Juju Watkins is staying home.
One of the top recruits in the class of 2023 announced her decision to play college basketball at the University of Southern California on Tuesday. Watkins grew up just 10 minutes from the USC campus, and her family, she said, was the main reason for staying close to home.
Watkins took great care with her decision, which she announced in front of her friends and classmates at Sierra Canyon.
“I didn’t want to rush this process,” Watkins told ESPN. “A lot of people in my class had already committed before me, and I definitely was taking my time. But I want to make sure it was 1,000% where I wanted to go.”
She chose the Trojans over current women’s basketball powerhouses South Carolina and Stanford, ranked No. 1 and No. 2 in the AP Top 25. USC is unranked.
With the Cardinal or the Gamecocks, Watkins would be stepping into a team that is already built for NCAA titles. With USC, she will be a part of the building process.

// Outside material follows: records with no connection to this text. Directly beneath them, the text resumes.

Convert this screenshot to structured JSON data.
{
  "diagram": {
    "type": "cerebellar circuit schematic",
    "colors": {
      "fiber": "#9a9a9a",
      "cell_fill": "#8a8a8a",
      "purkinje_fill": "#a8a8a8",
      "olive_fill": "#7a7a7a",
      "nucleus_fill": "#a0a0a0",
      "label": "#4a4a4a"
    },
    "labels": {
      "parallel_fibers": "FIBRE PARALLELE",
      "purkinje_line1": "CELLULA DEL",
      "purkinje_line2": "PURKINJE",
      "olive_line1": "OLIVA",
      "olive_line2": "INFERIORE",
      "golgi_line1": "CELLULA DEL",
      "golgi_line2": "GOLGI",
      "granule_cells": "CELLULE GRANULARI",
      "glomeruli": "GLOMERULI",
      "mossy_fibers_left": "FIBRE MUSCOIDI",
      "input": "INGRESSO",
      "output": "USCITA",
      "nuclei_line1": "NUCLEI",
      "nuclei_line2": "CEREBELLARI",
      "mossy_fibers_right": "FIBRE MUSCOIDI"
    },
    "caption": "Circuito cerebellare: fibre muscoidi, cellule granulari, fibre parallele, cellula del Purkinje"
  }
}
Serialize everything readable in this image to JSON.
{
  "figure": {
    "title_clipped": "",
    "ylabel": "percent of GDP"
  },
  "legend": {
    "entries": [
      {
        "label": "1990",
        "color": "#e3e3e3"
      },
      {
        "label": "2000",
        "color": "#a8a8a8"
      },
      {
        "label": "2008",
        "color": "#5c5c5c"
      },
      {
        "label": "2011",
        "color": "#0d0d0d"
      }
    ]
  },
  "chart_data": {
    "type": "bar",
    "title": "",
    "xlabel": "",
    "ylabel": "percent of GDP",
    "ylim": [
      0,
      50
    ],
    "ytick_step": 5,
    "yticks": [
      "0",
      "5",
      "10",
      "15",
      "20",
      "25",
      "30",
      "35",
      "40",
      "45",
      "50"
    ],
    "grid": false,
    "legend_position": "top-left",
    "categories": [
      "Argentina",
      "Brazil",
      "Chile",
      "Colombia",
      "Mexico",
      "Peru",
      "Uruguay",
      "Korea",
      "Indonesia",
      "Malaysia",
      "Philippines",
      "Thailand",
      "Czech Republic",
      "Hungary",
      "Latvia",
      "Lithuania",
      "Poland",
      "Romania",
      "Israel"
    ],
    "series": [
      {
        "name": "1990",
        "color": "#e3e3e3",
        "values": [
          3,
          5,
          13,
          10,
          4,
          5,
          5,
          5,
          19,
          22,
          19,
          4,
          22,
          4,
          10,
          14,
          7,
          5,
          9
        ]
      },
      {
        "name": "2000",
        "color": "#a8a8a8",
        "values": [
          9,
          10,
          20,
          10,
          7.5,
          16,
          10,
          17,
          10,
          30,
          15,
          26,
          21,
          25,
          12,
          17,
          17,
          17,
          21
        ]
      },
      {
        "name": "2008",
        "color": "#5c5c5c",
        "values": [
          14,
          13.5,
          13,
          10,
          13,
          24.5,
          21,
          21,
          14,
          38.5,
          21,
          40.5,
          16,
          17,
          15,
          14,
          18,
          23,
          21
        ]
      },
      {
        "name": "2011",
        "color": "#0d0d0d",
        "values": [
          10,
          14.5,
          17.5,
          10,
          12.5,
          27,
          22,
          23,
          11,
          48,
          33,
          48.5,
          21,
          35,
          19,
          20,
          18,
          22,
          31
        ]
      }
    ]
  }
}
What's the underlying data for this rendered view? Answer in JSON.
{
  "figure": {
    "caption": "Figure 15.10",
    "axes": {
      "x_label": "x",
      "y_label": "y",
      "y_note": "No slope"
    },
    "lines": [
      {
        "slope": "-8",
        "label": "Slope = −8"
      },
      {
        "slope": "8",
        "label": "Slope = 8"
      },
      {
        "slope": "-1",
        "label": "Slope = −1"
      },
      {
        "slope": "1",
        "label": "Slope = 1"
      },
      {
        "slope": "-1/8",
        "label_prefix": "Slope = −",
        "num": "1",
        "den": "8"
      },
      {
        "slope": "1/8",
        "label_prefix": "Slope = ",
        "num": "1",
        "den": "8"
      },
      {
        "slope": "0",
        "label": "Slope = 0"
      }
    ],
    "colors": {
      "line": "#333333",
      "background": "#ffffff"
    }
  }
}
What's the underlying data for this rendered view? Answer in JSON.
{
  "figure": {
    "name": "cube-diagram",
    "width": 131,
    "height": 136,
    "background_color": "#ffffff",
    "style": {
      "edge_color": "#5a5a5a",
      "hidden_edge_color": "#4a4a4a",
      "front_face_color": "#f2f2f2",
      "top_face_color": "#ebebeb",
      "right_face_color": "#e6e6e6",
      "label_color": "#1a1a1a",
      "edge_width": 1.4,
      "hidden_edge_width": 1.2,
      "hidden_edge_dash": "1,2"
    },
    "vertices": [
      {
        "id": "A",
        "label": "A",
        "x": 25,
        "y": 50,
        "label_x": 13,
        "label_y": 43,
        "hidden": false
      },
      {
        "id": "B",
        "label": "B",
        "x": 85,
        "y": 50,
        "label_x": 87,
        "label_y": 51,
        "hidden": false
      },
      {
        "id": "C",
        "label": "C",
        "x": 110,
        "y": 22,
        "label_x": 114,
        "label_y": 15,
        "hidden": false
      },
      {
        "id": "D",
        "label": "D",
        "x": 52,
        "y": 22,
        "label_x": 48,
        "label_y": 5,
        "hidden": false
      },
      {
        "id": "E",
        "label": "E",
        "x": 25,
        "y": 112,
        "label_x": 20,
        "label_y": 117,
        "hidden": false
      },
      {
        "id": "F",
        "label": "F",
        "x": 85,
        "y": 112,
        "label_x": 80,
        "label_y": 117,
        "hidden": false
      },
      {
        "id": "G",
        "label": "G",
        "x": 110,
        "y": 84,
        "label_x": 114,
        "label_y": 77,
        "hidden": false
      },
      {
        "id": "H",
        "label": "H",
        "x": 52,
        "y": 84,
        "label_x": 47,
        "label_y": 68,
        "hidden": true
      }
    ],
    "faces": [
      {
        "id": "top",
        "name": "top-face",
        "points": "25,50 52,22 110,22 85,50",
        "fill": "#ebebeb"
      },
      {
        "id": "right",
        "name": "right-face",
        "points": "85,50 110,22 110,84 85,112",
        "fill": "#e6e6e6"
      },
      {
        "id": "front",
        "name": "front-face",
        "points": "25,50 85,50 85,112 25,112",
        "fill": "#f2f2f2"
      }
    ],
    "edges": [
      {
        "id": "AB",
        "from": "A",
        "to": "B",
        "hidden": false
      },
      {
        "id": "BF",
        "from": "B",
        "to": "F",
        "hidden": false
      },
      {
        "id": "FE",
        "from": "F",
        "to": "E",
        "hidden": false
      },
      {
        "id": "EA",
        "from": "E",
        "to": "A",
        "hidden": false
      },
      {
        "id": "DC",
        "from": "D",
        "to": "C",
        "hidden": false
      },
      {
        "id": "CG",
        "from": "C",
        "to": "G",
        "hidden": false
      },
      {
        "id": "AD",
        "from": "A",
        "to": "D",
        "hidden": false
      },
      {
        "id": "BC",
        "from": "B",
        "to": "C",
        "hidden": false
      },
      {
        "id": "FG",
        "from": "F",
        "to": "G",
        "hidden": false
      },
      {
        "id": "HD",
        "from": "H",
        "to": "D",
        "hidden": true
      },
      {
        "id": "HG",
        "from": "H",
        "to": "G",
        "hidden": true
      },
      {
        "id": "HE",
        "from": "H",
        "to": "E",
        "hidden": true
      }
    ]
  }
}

In fact, Watkins will be the central building block for a historic Trojans program that hasn’t been in conversation with elite teams for quite some time.
But Watkins changes that, almost instantly.
There’s no place like home #fighton #committed pic.twitter.com/MWzIvONg58
— Judea (Juju) Watkins (@Jujubballin) November 15, 2022
“Juju is the best and most decorated player of her class both in the country and internationally, ” USC coach Lindsay Gottlieb said in a press release. “I could talk for days about her skill set: her shot-making ability, creativity to the rim, dominance on the boards, defensive tenacity and her elite court vision.
“But what I am most excited about is that JuJu the human being is joining the USC family. This is a young woman with transcendent talent, but she is also uniquely motivated. She is about things bigger than herself: her family, her team, her community, her city. Juju had the courage to stay home and is driven to bring USC women’s basketball back to prominence. What a monumental day for all of us in the Trojan family.”
USC was a powerhouse in the 1980s, with All-Americans Cheryl Miller, Paula McGee and Rhonda Windham leading the Trojans to an NCAA championship in 1983. They repeated the feat in 1984.
But recent women’s basketball history has belonged to teams like UConn and Baylor, as well as the last two teams competing with USC for Watkins – South Carolina and Stanford. The Trojans haven’t made an NCAA tournament since 2014, and after being a mainstay throughout the ’80s and most of the ’90s, USC has made just three March Madness appearances since 2000.
Watkins is the kind of talent that can transform a program — or in USC’s case, restore it to its former glory.
The 6-foot-1 guard has been called a generational talent after leading Sierra Canyon to a state title in her junior season with 24.8 points, 10.3 rebounds, 3.2 assists, 2.8 steals and 2.0 blocks per game, among other accomplishments, including playing for the United States U-17 and U-16 national teams.
Watkins is a versatile guard, which along with her obvious talent makes her the ideal player to build a team around. And Gottlieb is already working on finding pieces to surround Watkins. Four-star recruit Malia Samuels, a point guard from Seattle, joins Watkins in the class of 2023.
It’s also worth noting that nine players on the ESPN Top 100 recruiting list for 2024 are from California. And with Watkins staying home to play for the Trojans, she could encourage more players to join her in staying home.
Surrounded by her Sierra Canyon teammates, Juju Watkins was relishing the moment Tuesday afternoon.
The star senior waited until the end of the NCAA early signing period to make her decision, but her teammates erupted in celebration when she announced that she was signing her National Letter of Intent with the University of Southern California in front of a packed crowd at the school’s gymnasium in Los Angeles.
Watkins picked the Trojans over the likes of Stanford and South Carolina, choosing to stay close to home in the end.
“To just be born and raised here and to have a community behind me is amazing,” Watkins told Luca Evans of the Los Angeles Times. “To just continue my L.A. legacy, and I feel like no matter where I would’ve gone, that would’ve still been a part of me, but I just think it hits different when I’m born and raised here and I get to continue my journey.”
BREAKING: Juju Watkins, the No. 1 recruit in ESPNW's class of 2023 rankings, has committed to USC 🚨 pic.twitter.com/1bAWxV7lye
— Just Women’s Sports (@justwsports) November 15, 2022
The 6-foot-2 guard burst onto the scene for Sierra Canyon in 2021-22, averaging 24.5 points, 10.3 rebounds, 3.2 assists, 2.8 steals and 2.0 blocks per game in her first season with the program. The Trailblazers went on to claim their second straight California Interscholastic Federation Open Division state crown.
She’s currently ranked No. 2 in the latest JWS player rankings for the Class of 2023 and is coming off a summer campaign in which she was named MVP at the FIBA U17 World Cup in Debrecen, Hungary.
Watkins announced her decision live on ESPN and said family was the main reason she decided to go with the Trojans.